• **How to complete this task**: In the records below, the line with "You are a GUI" opens the range and the line with "The height and" closes it; print that range exactly and nothing else.

• **Given entries**:
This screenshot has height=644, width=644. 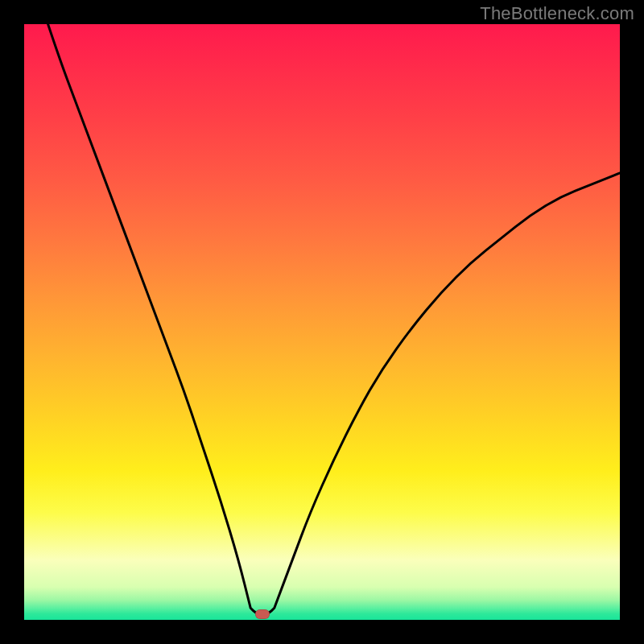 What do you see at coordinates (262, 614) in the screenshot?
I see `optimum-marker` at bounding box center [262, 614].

==

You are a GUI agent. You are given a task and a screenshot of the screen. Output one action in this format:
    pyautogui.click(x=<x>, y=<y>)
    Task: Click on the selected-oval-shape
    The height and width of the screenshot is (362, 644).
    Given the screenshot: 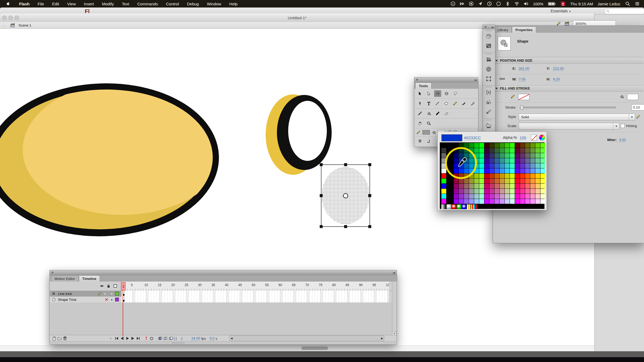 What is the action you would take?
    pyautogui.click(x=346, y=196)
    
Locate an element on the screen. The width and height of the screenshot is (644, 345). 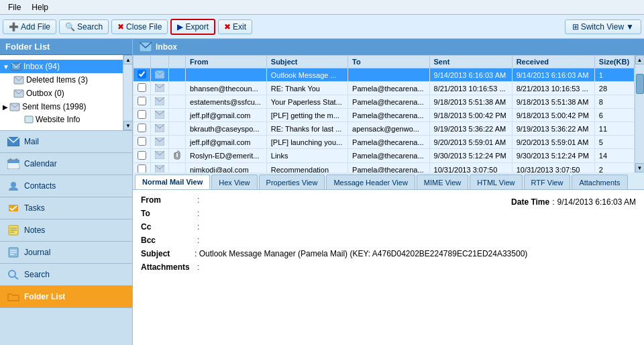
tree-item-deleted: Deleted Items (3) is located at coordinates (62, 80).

• **Answer**:
You are a GUI agent. You are given a task and a screenshot of the screen. Output one action in this format:
    pyautogui.click(x=<x>, y=<y>)
    Task: Click on the selected-oval-shape
    The height and width of the screenshot is (362, 644).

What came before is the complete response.